Sunday, May 11, 2014

The Melancholy Joy of Pressure Washing.

This year, there are about a dozen boards on the deck that need to be replaced. No big deal really.

What concerns me is that last year only 4 or 5 boards needed to be replaced. One or two the year before that

The deck is aging. The maintenance goes up.

At one point I hated house maintenance. It's not so bad now. Sure, there are days when I'd rather lay out in the sun and sip a  glass of tea. At some I realized that I had some choice in my emotions. I could resent maintenance for the time it took up, or I could choose to relax, dig in and do it. The anxiety of thinking about the job and thinking about what I could be doing instead was far worse than the actual chores. That, and at the end I'd have the satisfaction of a job well done.

Is it really so bad that house maintenance cuts into my precious drinking and tv time? 

I power washed the deck yesterday. It blasted away the pollen and dirt. It also removed some of the paint and washed away bits of rot. So I'm at the point in the house's annual maintenance where thinks look worse than when I started and it will be weeks before I can finish. I can replace the boards shortly, but we can't repaint until the rain stops. In Seattle, that's July or August.

When and how often should one maintain things? How often should you make things ship shape? Deep clean? These are hard questions for me. I'm in the tech industry There is a prevailing attitude that unless something is new, it's on the road to obsolescence. The idea of maintaining something is quaint.

My roommate just left for three months. He works on a fishing ship. For a week before the ship leaves port, he will live and work on the ship. Getting it ship shape, restocking, cleaning, repairing, repainting. When you are on a ship preventative maintenance is important. When you are out on the ocean, then you are out on the ocean. If something goes wrong then you are in trouble. Keeping things in ship shape then, even the cleaning and the painting is a way of saying "Someone was here, Someone looked over the contents of this space. Someone is responsible for this." Mess and dirt are ways of pointing out the neglected nooks and crannies of the ship.

What does it mean then that I have messy and dirty rooms in my house? Of course the consequences of a messy room are far less than that of a messy ship. My house won't sink. But it does mean something. Perhaps that I have more space than I need, or that the way I live is not consistent with the things packed into this house.

It's not a bad thing then, but I should pause to think about it.

We have a Roomba vacuuming robot and a Braava mopping robot. They both do a far better job than you'd think. It's not that the Roomba is a great vacuum. It's that it does a light job every day. Seven light vacumings a week can pic up an impressive amount of dirt. Then there are the secondary effects. We have to keep things off the floor for the Roomba to do it's job. Roomba has trained us to put the dirty laundry in the hamper. In return it will do a little bit of vacuuming.

Of course, what the Roomba can't do is to step back and look at the situation. While the Roomba can bump around vacuuming up bits of dirt, it can't ask should this thing be here? Should it be thrown out? Put away? Should the walls be cleaned too?

Roomba provides the feeling of being clean, without actually being in control. I get to dodge the bigger question of "Is this house properly maintained?"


**What needs to be done:** Across the records below, how many lines include the string "pouze"? State the number and nothing more.

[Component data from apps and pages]

===

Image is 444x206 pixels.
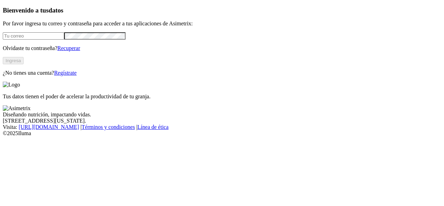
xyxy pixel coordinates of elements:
[3,105,31,111] img: Asimetrix
[3,130,441,136] div: © 2025 Iluma
[49,7,63,14] span: datos
[3,124,441,130] div: Visita : | |
[3,111,441,118] div: Diseñando nutrición, impactando vidas.
[3,81,20,88] img: Logo
[3,57,24,64] button: Ingresa
[54,70,77,76] a: Regístrate
[137,124,168,130] a: Línea de ética
[57,45,80,51] a: Recuperar
[3,93,441,99] p: Tus datos tienen el poder de acelerar la productividad de tu granja.
[3,118,441,124] div: [STREET_ADDRESS][US_STATE].
[3,32,64,40] input: Tu correo
[3,20,441,27] p: Por favor ingresa tu correo y contraseña para acceder a tus aplicaciones de Asimetrix:
[3,45,441,51] p: Olvidaste tu contraseña?
[19,124,79,130] a: [URL][DOMAIN_NAME]
[81,124,135,130] a: Términos y condiciones
[3,7,441,14] h3: Bienvenido a tus
[3,70,441,76] p: ¿No tienes una cuenta?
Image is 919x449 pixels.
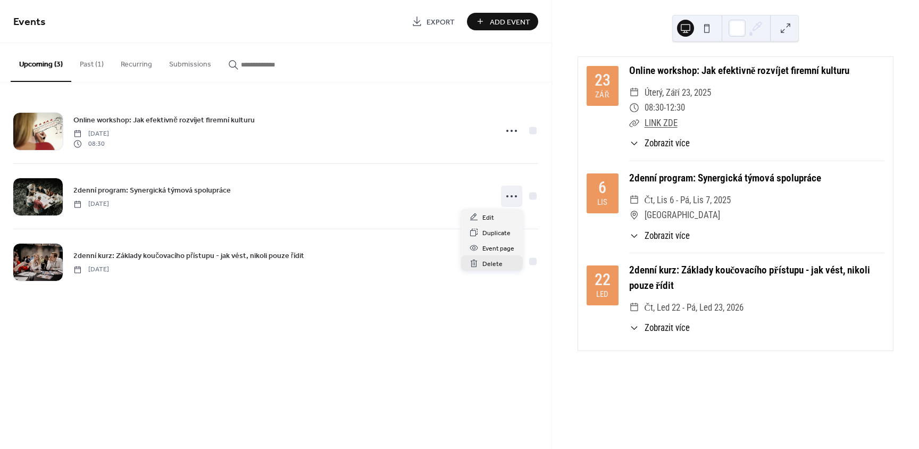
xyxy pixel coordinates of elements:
div: 2denní program: Synergická týmová spolupráce [629,171,885,186]
span: Duplicate [483,228,511,239]
div: ​ [629,321,639,335]
button: Submissions [161,43,220,81]
a: 2denní kurz: Základy koučovacího přístupu - jak vést, nikoli pouze řídit [73,250,304,262]
a: LINK ZDE [645,118,678,128]
div: ​ [629,207,639,223]
button: Upcoming (3) [11,43,71,82]
div: ​ [629,85,639,101]
span: Delete [483,259,503,270]
span: Add Event [490,16,530,28]
span: [DATE] [73,199,109,209]
div: ​ [629,300,639,315]
a: Online workshop: Jak efektivně rozvíjet firemní kulturu [629,64,850,77]
a: 2denní program: Synergická týmová spolupráce [73,184,231,196]
button: Past (1) [71,43,112,81]
span: Zobrazit více [645,321,690,335]
div: zář [595,91,610,99]
span: čt, lis 6 - pá, lis 7, 2025 [645,193,731,208]
span: [DATE] [73,129,109,139]
a: Online workshop: Jak efektivně rozvíjet firemní kulturu [73,114,255,126]
span: 2denní kurz: Základy koučovacího přístupu - jak vést, nikoli pouze řídit [73,251,304,262]
button: ​Zobrazit více [629,229,690,243]
button: Add Event [467,13,538,30]
span: Event page [483,243,514,254]
span: - [664,100,666,115]
button: Recurring [112,43,161,81]
span: Zobrazit více [645,229,690,243]
div: ​ [629,137,639,150]
div: 6 [598,180,606,196]
div: 2denní kurz: Základy koučovacího přístupu - jak vést, nikoli pouze řídit [629,263,885,294]
span: 08:30 [73,139,109,148]
span: čt, led 22 - pá, led 23, 2026 [645,300,744,315]
div: 22 [595,272,611,288]
div: ​ [629,229,639,243]
span: Edit [483,212,494,223]
span: 2denní program: Synergická týmová spolupráce [73,185,231,196]
span: Zobrazit více [645,137,690,150]
span: [GEOGRAPHIC_DATA] [645,207,720,223]
div: lis [597,198,608,206]
button: ​Zobrazit více [629,137,690,150]
a: Export [404,13,463,30]
span: 12:30 [666,100,685,115]
div: ​ [629,100,639,115]
span: Events [13,12,46,32]
div: ​ [629,115,639,131]
span: [DATE] [73,265,109,275]
span: Online workshop: Jak efektivně rozvíjet firemní kulturu [73,115,255,126]
span: 08:30 [645,100,664,115]
div: led [596,290,609,298]
span: úterý, září 23, 2025 [645,85,712,101]
div: 23 [595,72,611,88]
button: ​Zobrazit více [629,321,690,335]
span: Export [427,16,455,28]
div: ​ [629,193,639,208]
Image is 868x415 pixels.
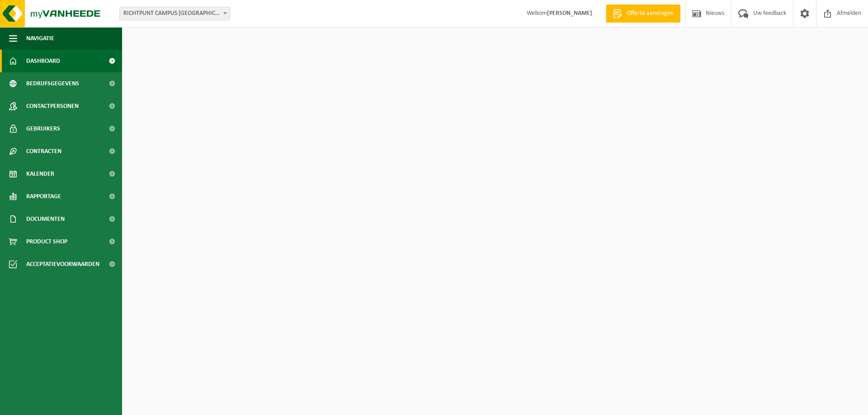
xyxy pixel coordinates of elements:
span: Dashboard [26,50,60,72]
a: Offerte aanvragen [606,4,680,22]
span: Offerte aanvragen [624,9,676,18]
span: Bedrijfsgegevens [26,72,79,95]
span: Gebruikers [26,118,60,140]
span: Contactpersonen [26,95,79,118]
strong: [PERSON_NAME] [547,10,592,17]
span: RICHTPUNT CAMPUS OUDENAARDE [120,7,230,20]
span: Product Shop [26,230,67,253]
span: Documenten [26,208,65,230]
span: Acceptatievoorwaarden [26,253,99,276]
span: RICHTPUNT CAMPUS OUDENAARDE [119,7,230,21]
span: Navigatie [26,27,54,50]
span: Contracten [26,140,61,162]
span: Kalender [26,162,54,185]
span: Rapportage [26,185,61,208]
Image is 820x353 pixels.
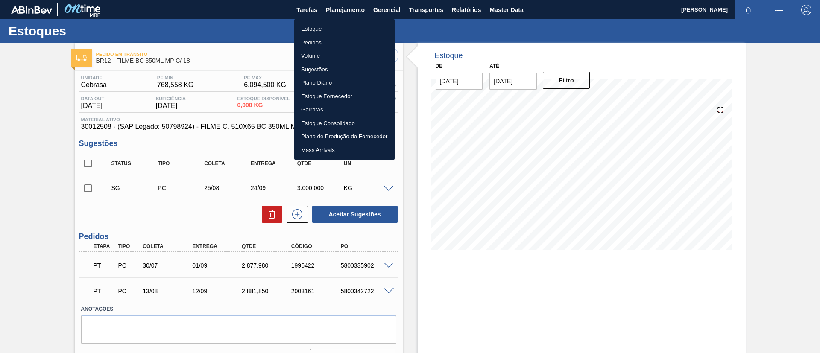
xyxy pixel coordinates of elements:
a: Volume [294,49,395,63]
a: Mass Arrivals [294,143,395,157]
a: Plano de Produção do Fornecedor [294,130,395,143]
a: Estoque Fornecedor [294,90,395,103]
a: Pedidos [294,36,395,50]
a: Plano Diário [294,76,395,90]
a: Estoque [294,22,395,36]
a: Estoque Consolidado [294,117,395,130]
a: Sugestões [294,63,395,76]
a: Garrafas [294,103,395,117]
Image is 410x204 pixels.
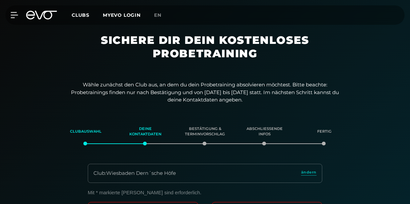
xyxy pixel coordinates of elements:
span: ändern [301,169,317,175]
span: en [154,12,161,18]
a: Clubs [72,12,103,18]
h1: Sichere dir dein kostenloses Probetraining [51,33,359,71]
a: MYEVO LOGIN [103,12,141,18]
p: Wähle zunächst den Club aus, an dem du dein Probetraining absolvieren möchtest. Bitte beachte: Pr... [71,81,339,104]
div: Abschließende Infos [243,123,286,141]
div: Deine Kontaktdaten [124,123,167,141]
div: Bestätigung & Terminvorschlag [184,123,226,141]
span: Clubs [72,12,89,18]
a: ändern [301,169,317,177]
div: Clubauswahl [64,123,107,141]
div: Club : Wiesbaden Dern´sche Höfe [93,169,176,177]
a: en [154,11,169,19]
div: Fertig [303,123,346,141]
p: Mit * markierte [PERSON_NAME] sind erforderlich. [88,190,322,195]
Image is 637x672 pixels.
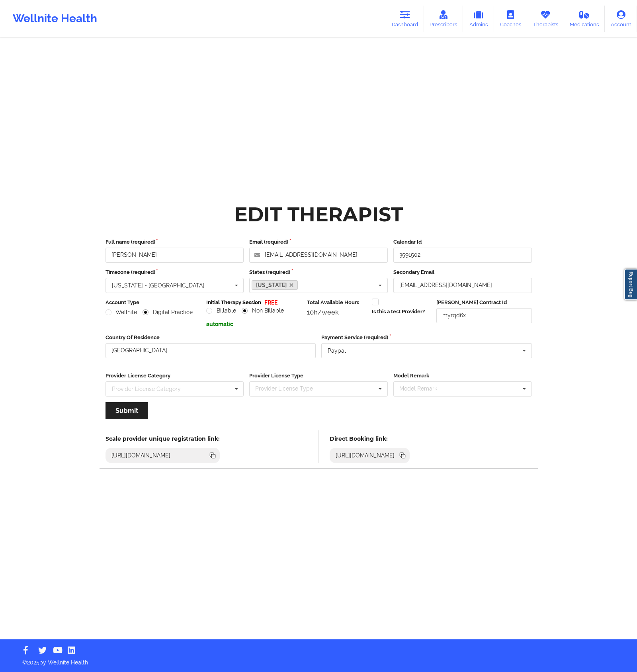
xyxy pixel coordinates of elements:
input: Email address [249,248,388,263]
a: Report Bug [624,269,637,300]
a: [US_STATE] [251,280,298,290]
input: Full name [106,248,244,263]
a: Medications [565,5,605,32]
label: Initial Therapy Session [207,299,261,306]
label: Provider License Category [106,372,244,380]
a: Coaches [494,5,527,32]
label: Payment Service (required) [321,333,532,342]
div: Provider License Category [112,387,181,392]
p: © 2025 by Wellnite Health [17,653,620,667]
label: Digital Practice [142,309,193,316]
label: States (required) [249,269,388,276]
label: Account Type [106,299,201,306]
button: Submit [106,402,148,419]
div: 10h/week [307,308,366,316]
input: Calendar Id [393,248,532,263]
div: [US_STATE] - [GEOGRAPHIC_DATA] [112,282,204,288]
label: Billable [207,308,236,314]
a: Admins [463,5,494,32]
a: Dashboard [386,5,424,32]
a: Account [605,5,637,32]
label: Secondary Email [393,269,532,276]
p: FREE [265,299,278,306]
h5: Direct Booking link: [330,435,410,442]
label: Country Of Residence [106,333,316,342]
label: Is this a test Provider? [372,308,425,316]
div: [URL][DOMAIN_NAME] [108,451,174,460]
div: Model Remark [398,384,449,393]
div: Provider License Type [253,384,324,393]
label: Timezone (required) [106,269,244,276]
label: Full name (required) [106,238,244,246]
a: Prescribers [424,5,463,32]
label: Total Available Hours [307,299,366,306]
div: [URL][DOMAIN_NAME] [332,451,398,460]
label: Provider License Type [249,372,388,380]
div: Edit Therapist [234,202,403,227]
div: Paypal [328,348,346,354]
label: Calendar Id [393,238,532,246]
input: Email [393,278,532,293]
p: automatic [207,320,302,328]
label: [PERSON_NAME] Contract Id [436,299,532,306]
input: Deel Contract Id [436,308,532,323]
h5: Scale provider unique registration link: [106,435,220,442]
a: Therapists [527,5,565,32]
label: Wellnite [106,309,137,316]
label: Non Billable [241,308,284,314]
label: Email (required) [249,238,388,246]
label: Model Remark [393,372,532,380]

===

**Task answer:** 3